Do you know where your users are going on the Internet? Do you know what they’re doing on the public Internet? How are you protecting your enterprise and your users from their cloud activities? These simple questions belie complex problems that can keep security and compliance practitioners up at night. One of the related challenges that organizations face today is controlling access to corporate and private file sharing applications such as Google Drive, OneDrive, and Dropbox. Controlling access to these types of applications is critical for two reasons: the amount of malware being delivered through these applications is growing at an alarming rate, and file sharing applications are frequently used to exfiltrate sensitive data.
Context is king. Block everything or block nothing is easy. Implementing policy and using behavior to protect sensitive data while enabling your employees to be productive is hard. Thus, you need comprehensive contextualized security solutions. Today, Netskope announced its BeyondCorp Alliance partnership that enables Netskope and Google Cloud’s BeyondCorp Enterprise to share context about a user’s “risky” behavior through a new product integration. This partnership provides a zero trust architecture by combining context from application usage and access control.
In a blog from December 2021, we wrote about the “out-of-the-box” experience that customers have when using the Netskope integration with the Chrome extension. This is important to security administrators, providing detailed context for devices, users, and the services those devices and users are accessing. This gives IT and security administrators the capability to use that context to define policies that can moderate access to IT-managed applications based on a user’s organizational role and activity, not just offer a binary allow/block decision that lacks additional context.

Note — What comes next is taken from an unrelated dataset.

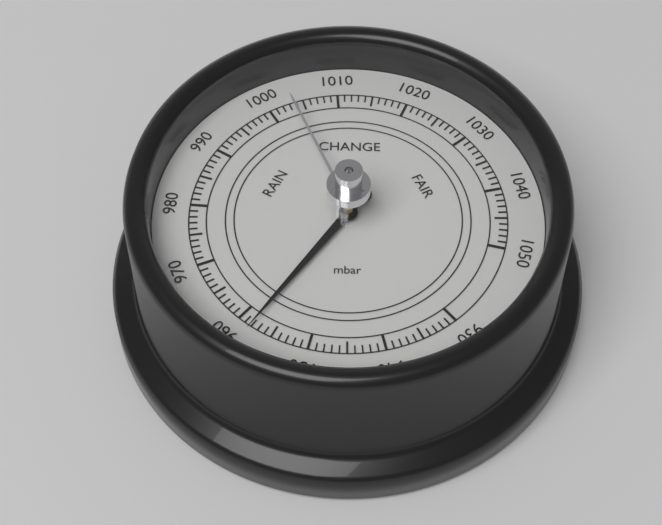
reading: 958 mbar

Now, Google Cloud BeyondCorp Enterprise customers can gain more context, visibility, and prevention through the Netskope integration. We recognize proper context is needed to address complex security problems such as controlling access to file sharing services. Files sharing services contain rich, valuable corporate data that is needed for businesses to operate across the Internet. However, these services also create risky security conundrums. For example, your company is involved in a merger or acquisition, and thus, your everyday finance team needs access to sensitive data. These people are likely highly trusted employees that need to both upload and download files from a corporate file sharing service. But now they need to work with other organizations, and they need access to another company’s data. Before the merger is complete, they will likely have a separate identity managed by that company to access their file shares. The ability to upload and download files from that file service will be needed. This scenario shows how a single user can have two separate identities participating in potentially dangerous activity, such as transferring personally identifiable information (PII) or intellectual property (IP) between corporate entities. This situation requires speed, access, and security. At a minimum, this situation should be allowed based on role, but it should be closely monitored to ensure that sensitive information stays where it belongs and doesn’t violate compliance mandates.
An even more difficult challenge is controlling access to unmanaged file share applications. Some organizations struggle to stop an authorized and authenticated user from downloading confidential material from a corporate file share onto their managed device, and then uploading those same files to their own personal instance of a file sharing application, especially when URL filtering products often can’t differentiate between managed and unmanaged accounts, and to further complicate security, sharing services often use a separate URL for uploading files.
What about abnormal behavior? This is where context really matters, but so does speed to action. How can you control users accessing IT-led cloud services from protected and managed devices that start to act in a suspicious or even risky manner? Changes in behavior are often not malicious, but what if credentials have been compromised? Using Netskope and Google Cloud BeyondCorp Enterprise together, risky users or devices are automatically put into a risk reducing group. Netskope and BeyondCorp Enterprise can drive a different set of access controls from BeyondCorp Enterprise enrolled devices for these users, continuously reducing the risk that either malware is downloaded or sensitive data is uploaded. Together, we can continuously monitor until post-investigation, or when the user behavior is restored to “normal”.
In talking with Prashant Jain, Product Manager for Google Cloud BeyondCorp Enterprise, he hears customers are asking Google for more context visibility and more auto-remediation or auto risk reduction. And our new integration helps extend this critical zero trust principle.
Context can also be used to create policies to monitor all shadow IT traffic to determine which users are accessing which services, and how the services relate to their role. This enables Netskope to intelligently and appropriately limit activities with, and in, all cloud resources and data from hosts that steer traffic through the Netskope Security Cloud platform, while BeyondCorp Enterprise leverages the risk context to drive nuanced access controls to enterprise applications, including those on devices that are not running the Netskope client. Taken together, user and device risk is comprehensively and continuously monitored while zero trust access policies are continuously enforced.
Click here to learn more about the Netskope integration with Google Cloud BeyondCorp Enterprise and attend the presentation covering the power of this integration at the 2022 Google Security Summit on Tuesday May, 17, live or on-demand. If you’re interested in other Netskope integrations with Google Cloud, check out our pages on Netskope for Google Cloud and Netskope for Google Workspace.